Left and right admitting that the other side had a point on some aspects of Ferguson? It seems as unlikely yet welcome as the sun coming out to shine after this past Northeastern winter.

DoJ won’t charge Darren Wilson, excoriates Ferguson in report

Confirming expectations, the U.S. Department of Justice has announced that it will not file federal civil rights charges against the police officer who shot Michael Brown following an altercation on the streets of Ferguson, Mo. [CBS] Contrary to a visual theme repeated before countless news cameras through weeks of protests, “no, Michael Brown’s hands probably were not up” at the time of the shooting [Wesley Lowery, Washington Post] In the end, “Hands Up — Don’t Shoot” 2014’s iconic protest gesture, was founded in the self-serving, oft-repeated eyewitness account of Brown chum/soon-established-robbery-accomplice Dorrian Johnson. And he was credible why?

At the same time, the report released yesterday by the U.S. Department of Justice makes clear (AP, WaPo) that the Ferguson, Mo. police department was up to its hip in bad practices, ranging from the rights-violative (knowingly baseless arrests and stops, arresting persons for recording police actions) to the cynical (“revenue policing” aimed at squeezing money out of the populace over subjective/petty offenses that include “manner of walking.”)

Whether these bad local police practices are a suitable subject for federal oversight, and where the actually existing U.S. Department of Justice gets off complaining about high-handed and revenue-driven law enforcement given its own sorry track record, are other questions. But any view of Ferguson’s troubles in the back-view mirror should now acknowledge two things: 1) many people rushed to assume Officer Darren Wilson’s guilt who should have known better; 2) even so, there was much to protest in Ferguson law enforcement. (cross-posted, with a new concluding paragraph, at Cato at Liberty).

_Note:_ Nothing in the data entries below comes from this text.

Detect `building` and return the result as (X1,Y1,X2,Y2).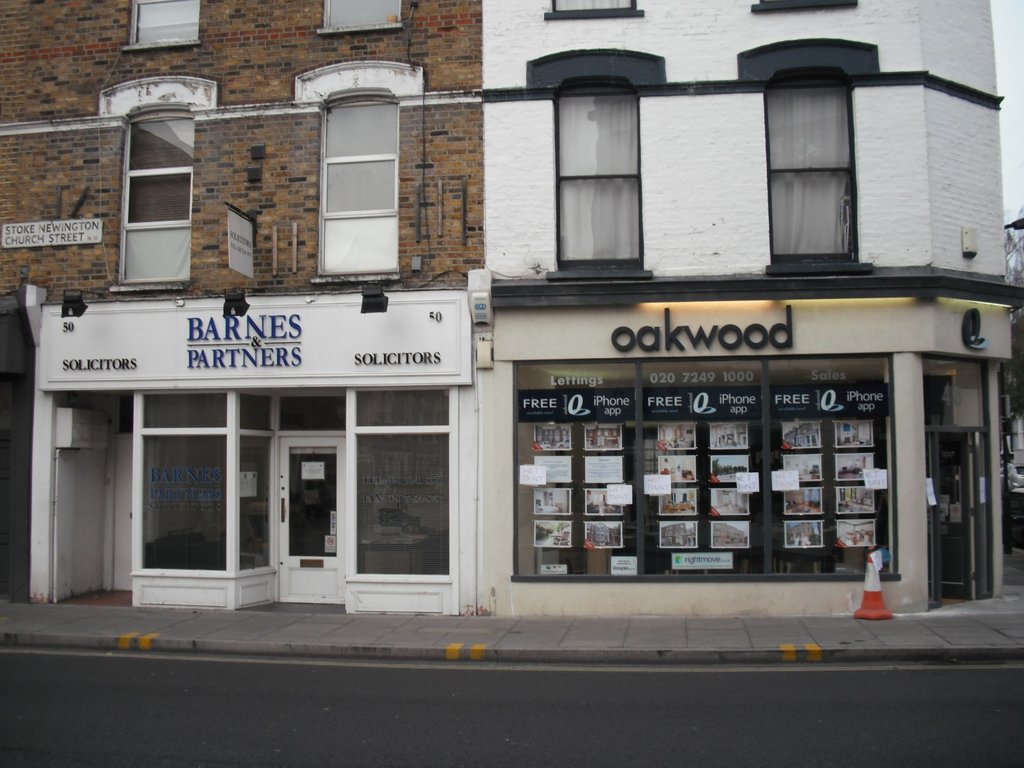
(0,0,485,611).
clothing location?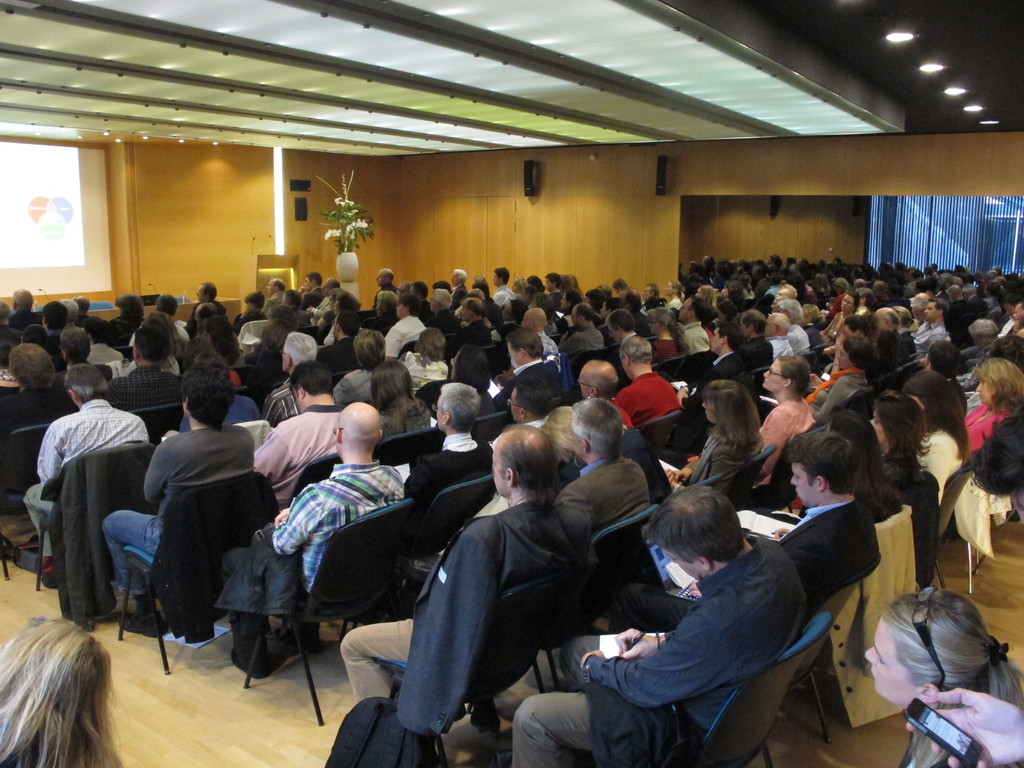
(381,435,489,503)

More links of interest: Don’t miss Conor Friedersdorf’s “parade of horrors” summary of the worst police abuses bared in the DoJ report [The Atlantic]; Alex Tabarrok on the Ferguson “kleptocracy” [Marginal Revolution] and Stephen Carter on “Ferguson and Its Money-Hungry Police” [Bloomberg View]; Scott Greenfield on whether or why to trust in the USDOJ.

February 13 roundup

  • Government of Canada alleges bill-padding by “king of class action lawsuits” in Indian residential schools compensation case [CBC; earlier here, here, and here]
  • P.F. Chang’s sued over surcharge on gluten-free menu [Yahoo, John O’Brien/Legal NewsLine]
  • Town consolidation as a cure for fragmented North County woes? Not so fast [Jesse Walker] Would it help if the towns went broke? [Megan McArdle, related on “taxation by citation”] St. Louis Post-Dispatch has gathered its coverage of the Ferguson story at a single portal;
  • “It was (Scottish) land law’s greatest ever day on twitter” [@MalcolmCombe Storify]
  • Billion-dollar lawsuit over natural gas collapses after “lawyers discovered that a key piece of evidence had been fabricated.” [Daniel Fisher, Forbes]
  • “Double Platinum Rapper Shilling For Local Lawyer Now” [Above the Law; Mark Jones, Columbus, Ga.]
  • She stoops to instruct: “Read the briefs,” Linda Greenhouse tells SCOTUS regarding high-profile King v. Burwell ObamaCare case [James Taranto, WSJ “Best of the Web”]. More: Robert Levy.